- fossor
- fossor, ōris, m. [id.], a digger, delver, ditcher.I.Lit.A.In gen. ( poet. and in post-Aug. prose):B.
et labefacta movens robustus jugera fossor,
Verg. G. 2, 264:squalidus in magna compede fossor,
Juv. 11, 80; Hor. C. 3, 18, 15; Mart. 7, 71, 4; Col. 11, 2, 38:ceu septa novus jam moenia laxet Fossor,
i. e. a miner, sapper, Stat. Th. 2, 419.—In partic.1.A miner, workman in a mine, Vitr. 7, 8, 1; Calp.
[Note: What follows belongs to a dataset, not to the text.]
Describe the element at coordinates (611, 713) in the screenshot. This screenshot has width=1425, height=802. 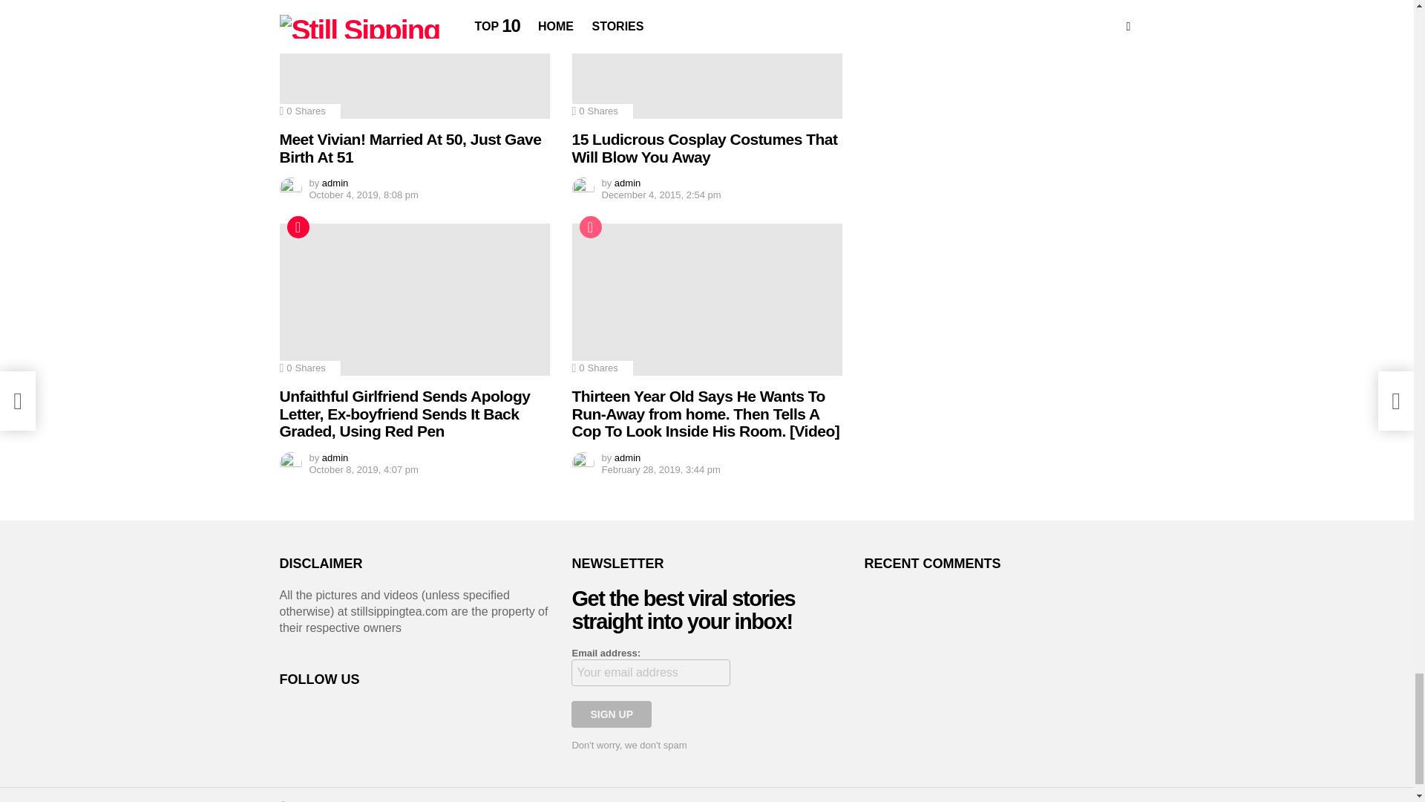
I see `Sign up` at that location.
Ecl. 4, 118 (cf. aurifossor).—2.[p. 775] In late Lat., a grave-digger, Inscr. Orell. 4925 al.; cf. fossa, I. B. 3.—3.In mal. part., a fornicator, Aus. Ep. 49; cf. fossa, I. B. 4.—II.Transf., in gen., in a contemptuous signif., a common laborer, a clown, Cat. 22, 10:cum sis cetera fossor,
Pers. 5, 122.
Lewis & Short Latin Dictionary, 1879. - Revised, Enlarged, and in Great Part Rewritten. Charlton T. Lewis, Ph.D. and Charles Short. 2011.